Three cheers for the librarians who look after us, whether we know it or not. As a student, teacher, researcher, and citizen I work with a wide range of information resources everyday. Whether I step into a library building or not, a large proportion of those resources are available to me because librarians work to make them available to me. Even when I use resources that come to me without the direct intervention of librarians and library staff, I am benefiting from the worlds of education, research, and democratic governance, including values of access and privacy, that librarians work hard to foster and defend everyday. I cannot say thank you enough for their work.

In his round up on “Anthropology and Open Access” (dealing with HR 3699 and SOPA), Jason Antrosio at Anthropology Report has kindly cited my comment on Ryan Anderson’s Savage Minds post on these themes. Under my own by-line, here is what I said in response to Ryan’s post. (Ryan is the Savage Mind who kindly interviewed me on OA issues in anthropology a while back.)

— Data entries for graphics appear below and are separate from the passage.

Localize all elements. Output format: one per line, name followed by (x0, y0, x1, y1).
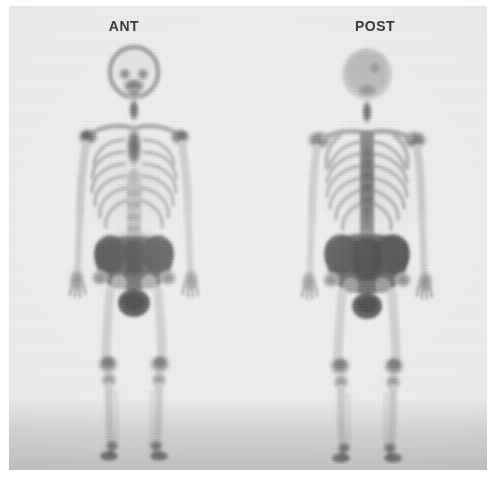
bone-scan-figure: ANT POST (0, 0, 496, 486)
view-label-anterior: ANT (109, 18, 139, 34)
scan-view-anterior (24, 40, 244, 464)
view-label-posterior: POST (355, 18, 395, 34)
posterior-skeleton-image (257, 40, 477, 464)
scan-film-background: ANT POST (9, 6, 487, 470)
anterior-skeleton-image (24, 40, 244, 464)
scan-view-posterior (257, 40, 477, 464)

It is crucial that faculty and graduate students are part of the push back (against SOPA and HR 3699) for a number of reasons. One of which is that we need, in doing so, to give the librarians a morale boost. They have been fighting for us on this front for decades with too few of us knowing or caring about it. They have been getting tired, really tired. The way that, on this one, faculty and graduate students have been unusually vocal, has been encouraging to them. We need their help. Keep it up.

Thankfully tons of smart people have been explaining the problems with H.R. 3699 and SOPA. I could list links all day. If you do not yet know about these issues, dive in quickly and get them figured out.